As childhood verges on adolescence, when our first deep friendships might be made, the benefits that accrue from having experienced attunement become even more valuable and the lack thereof becomes more painful. To be able to describe your inner experience allows you to compare perceptions and feelings with another person. To be unable to do so leaves you in a position of mounting isolation.

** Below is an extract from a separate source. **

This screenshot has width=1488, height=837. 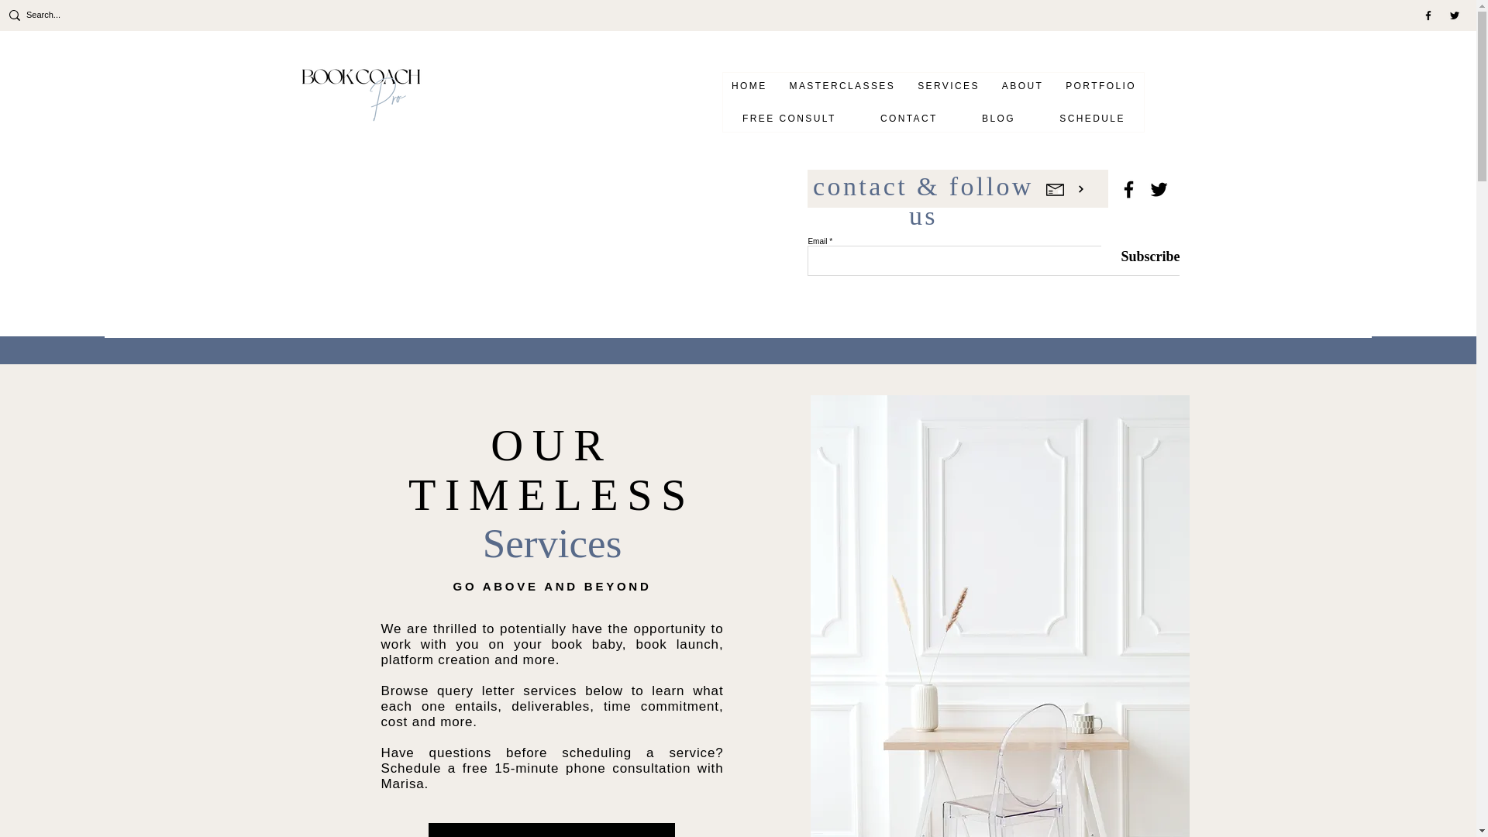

Friendships in adolescence and early adulthood often become templates for forming an enduring relationship with an intimate partner, the next level of being known. In this context, those who have not managed to practice attunement with a friend may have great difficulty doing so with a partner. Emotions run higher at this level of intimacy. Without the capacity to say I feel this when you do that, a person may only be able to yell and stomp, push and punch, thus earning the label “abusive.” Others may come to believe that they have to remain single due to their speechlessness that frustrates those who try to get close to them.

Fortunately, the capacity to look inward and name feelings can be learned at any point in the lifespan, so long as the person in need of this skill isn’t stuck in a pattern of blunting their feelings with substances or distractions. Allowing difficult feelings to rise up in yourself enough to be felt, recognized, and communicated is the basis for being able to offer attunement to others. This capacity grows with use and with the delighted relief of experiencing its rewards.

Having compassion for someone else’s suffering helps us see our own more readily; thus, we may gain a faster fluency in the language of feelings through an interest in the emotions of others. This reflexive process often leads to regret, the wish to have been doing this all along for a partner or friend, son or daughter; yet even belated attunement is often treasured despite having been long-awaited.

Pain and the remnants of trauma pass from one generation to another if we don’t dedicate ourselves to paying attention inwardly. We can always choose to work harder to stay alert to the emotional reality of what’s going on beneath the surface of ourselves and others, thus striving for one of the crowning capacities of living well.